Color is one of the most common sources of production disputes. A brand specifies "navy blue" — the factory interprets it one way, the dye house another, and the final garment arrives in a shade that looks nothing like what was approved. The solution is a shared reference that everyone in the supply chain understands: Pantone TCX.
TCX stands for Textile Cotton eXtended. It's part of the Pantone Fashion, Home + Interiors (FHI) system, and it's specifically calibrated for color on cotton fabric — not on coated paper, not on screen, not on plastic. The physical color chips are produced on cotton, which means the reference matches the substrate you're actually dyeing.
Always specify color with a Pantone TCX reference number in your tech pack — never just a color name or a hex code. A name is subjective. A Pantone number is a contract.
TCX vs TPX vs TPG — what's the difference
TCX (Textile Cotton eXtended) — color chips on cotton. The correct reference for dyeing cotton jersey and most woven fabrics. This is what you want for t-shirts.
TPX (Textile Paper eXtended) — color chips on paper. Used for paper-based applications and some printed materials. Not suitable for fabric dyeing references.
TPG (Textile Paper — Graphite) — the newer replacement for TPX in some Pantone books. Still paper-based, not ideal for fabric.
For garment production in cotton jersey, always use TCX. Your dye house will use the physical cotton chip as their reference — if you give them a TPX number, they have to convert it, which introduces interpretation error.
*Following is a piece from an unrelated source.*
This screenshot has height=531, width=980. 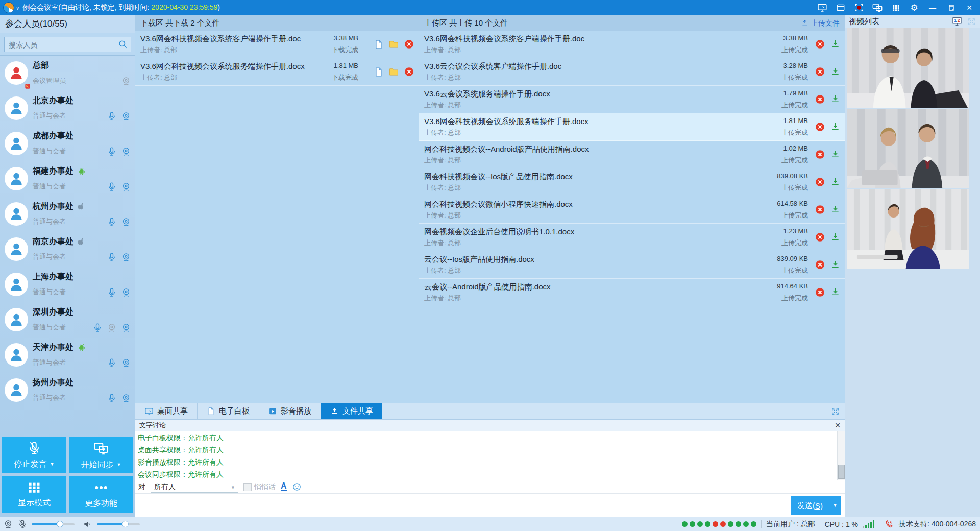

How to use Pantone TCX in your tech pack
| Field | Example | Notes |
|---|---|---|
| Color name | Fiesta | Descriptive reference only |
| Pantone reference | 18-1660 TCX | The binding spec — always include |
| Tolerance | ±0.5 ΔE | Acceptable color deviation at lab dip stage |
| Lab dip required | Yes | Factory submits dyed swatch for approval before bulk |
| Metamerism check | D65 / A | Verify color matches under daylight and tungsten |
In FlatLabs PRO, the color section of your spec sheet includes a field for the Pantone TCX reference, lab dip requirement, and tolerance spec — everything your dye house needs to match color correctly before bulk production.
Lab dip — what it is and why it matters
A lab dip is a small fabric swatch dyed by the factory to match your Pantone reference, submitted for approval before the full production run is dyed. It's the checkpoint between your color spec and the actual bulk fabric.
Always require a lab dip approval in your tech pack — and specify the tolerance: how close is close enough. The industry standard is ±0.5 ΔE (Delta E, a measure of color distance). Below that threshold, the color difference is barely perceptible to the human eye. Above 1.0 ΔE, the difference starts to become visible — especially in photos and side-by-side comparisons.